Pittsburgh city-dwellers may be thinking, “Why would I go to Sewickley, even for Theresa?” The answer is that the Penguin Bookshop is a cozy independent bookstore that has been in business since 1929! Pittsburgh Magazine included it in “Four Pittsburgh-Area Bookstores That We Love.” And, we will have a small party afterwards where people can hang out and mingle in a more relaxed way than was possible with the launch last year, when we were all still wearing masks. In short, it will be fun! Plus, Sewickley’s not that far away. Not really.
Invite me to a book group
Zoom makes some good things possible. One is that I can zoom into book groups. I’ve done a few of these already and I find them really enjoyable. Sign up for a book group meeting through this page of my website: TheresaBrownRN.com. If you are currently in a book group, or if you have a group of friends or colleagues, in health care or not, who would like to read and discuss Healing, I’ll happily join in.
As a bonus, if you sign up for a book group I will send you signed Healing book plates for your books—the next best thing to being there. If you’re local and invite me to a book group I will sign your books in person!
Gift Healing to spread the word about compassion
I’m five years out from my breast cancer diagnosis and healthy and disease-free, but aspects of my care, and how unfeeling it was, still rankle. Modern health care fixed me, but it didn’t heal me, and that’s a problem not just for me but for many patients. It’s also a problem that’s getting worse as more and more nurses and doctors, and other health care workers, leave the bedside, saying they cannot care for patients the way those patients deserve. Clinicians are also finding it challenging to have compassion for themselves when that is needed, too.
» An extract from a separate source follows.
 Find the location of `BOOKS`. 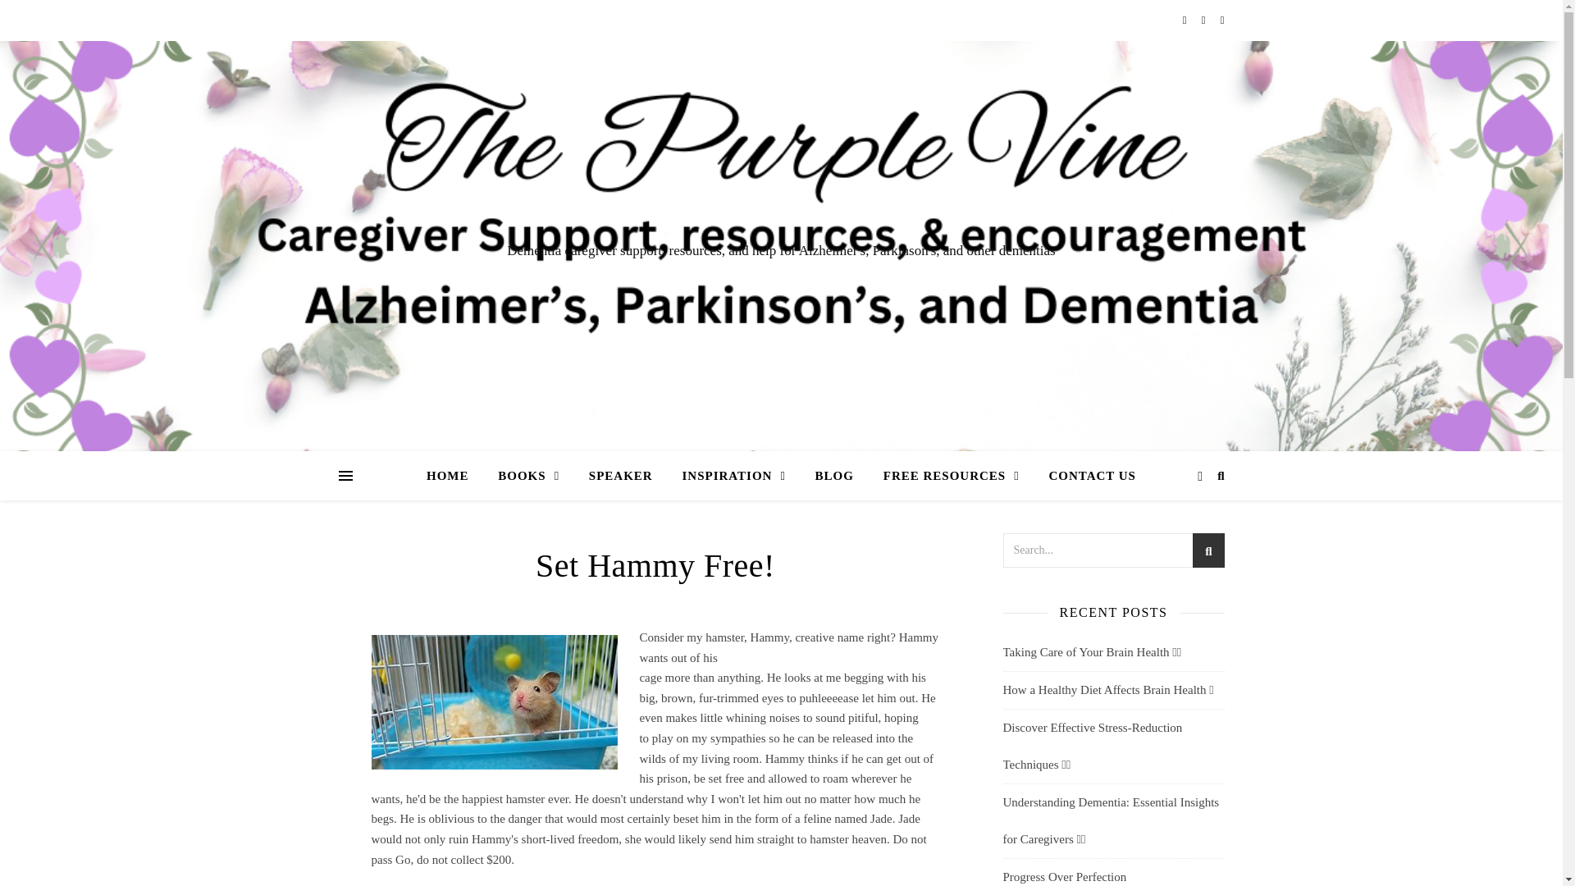

BOOKS is located at coordinates (528, 476).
In Healing I make the argument that there’s actually a business case for compassion. I quote from the book Compassionomics to show that up-front compassion has tangible benefits in terms of reducing the amount of care patients need, which in turn saves money. This is the message I want to get to the CEOs, COOs, and especially CFOs of health care organizations. Over and over we see that leaders in health care do not make empathy and caring easy for staff because many leaders view those behaviors as lacking economic value.
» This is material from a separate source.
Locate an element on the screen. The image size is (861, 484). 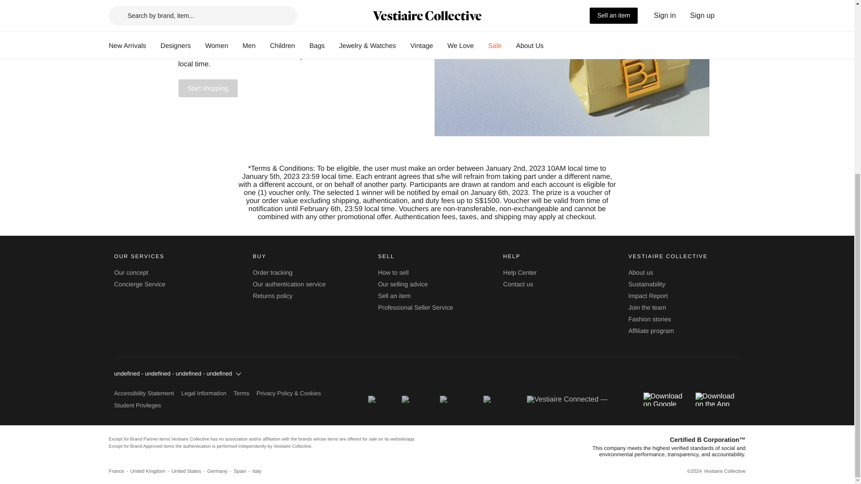
Spain is located at coordinates (243, 472).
My experience in radiation oncology showed me that compassion is not expensive. It doesn’t require a “Patient Compassion Initiative,” or a “Compassion Officer.” Those things could be great, but they’re not necessary. Compassionate health care exists where the people in charge decide to treat patients as human beings. That might seem like a simple point, but making it happen when our current health care system often doesn’t even try, will require a sea change in thinking about care and its administration.
Do you know a member of government or a hospital executive, a nurse manager or medical school faculty member, who could benefit from the message of compassion in Healing? Or a struggling nurse or doctor who might take comfort from having their desire to give patients more humane care validated? Or a patient who felt abandoned by the system? Yes, I want to sell books, but I also sincerely want to make the world a better place. My hope is that Healing, if read by enough people, and in some cases the right people, can help do just that.
Hugs to all and thanks for supporting Healing!
Theresa
I couldn’t agree more. As an ER nurse for close to 20 years I have seen the department change so much over the years. Everyone is so busy and patient education and teaching are the first things to go. It’s such a fine line as a provider to “feel it” with your patients as burnout rates are so high and you have to take care of yourself while to continue to take care of your patients. I just ordered the book! Have you read In Shock by Dr. Rana Awdish? If not I highly recommend!
I think I need to check with my book group--it would be so wonderful to have you zoom into a session!